As more travellers arrived in the 20th century – Iran was once part of the ‘hippy trail’ – the country’s distinctiveness proved as captivating as the familiarity of Persia. Besides, there remained subtle areas of familiarity between Iran and the West, not least in language – Persian is an Indo-European language and as such relatively accessible to Europeans – and culture, where Iranians appeared remarkably open-minded, iconoclastic and possessed of a literary oeuvre so vast that it exuded ‘civilisation’.
Iran benefits from the fact that Persia is part of a broader Western imagination. There is a reservoir of cultural goodwill that affords Iran a benefit of the doubt that would be refused others. It is a rare form of political capital that, while not wholly spent, is being denuded at some pace. Not least as the pace of protests and violent repression increases, and the gulf between the revolutionary state and ordinary Iranians becomes unignorable.
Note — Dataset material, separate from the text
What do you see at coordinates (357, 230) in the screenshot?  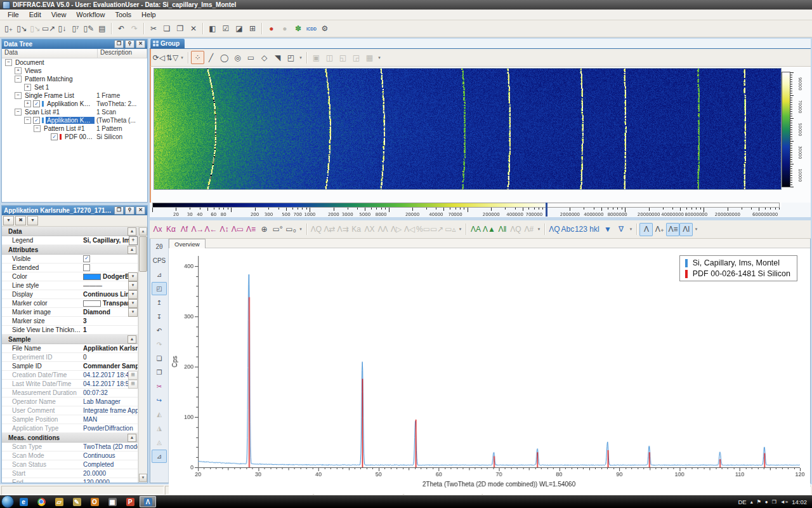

We might all learn from Edward Browne, whose Year Amongst the Persians (1892) taught him not to confuse the people with the government, a mistake he felt the British government were making and which many continue to make. If there is any benefit to be given, it should be reserved for the long-suffering people of Iran. They are the real producers of the nation’s cultural power.
Ali Ansari is Professor of History at the University of St Andrews. His latest book is Iran (Polity, 2024).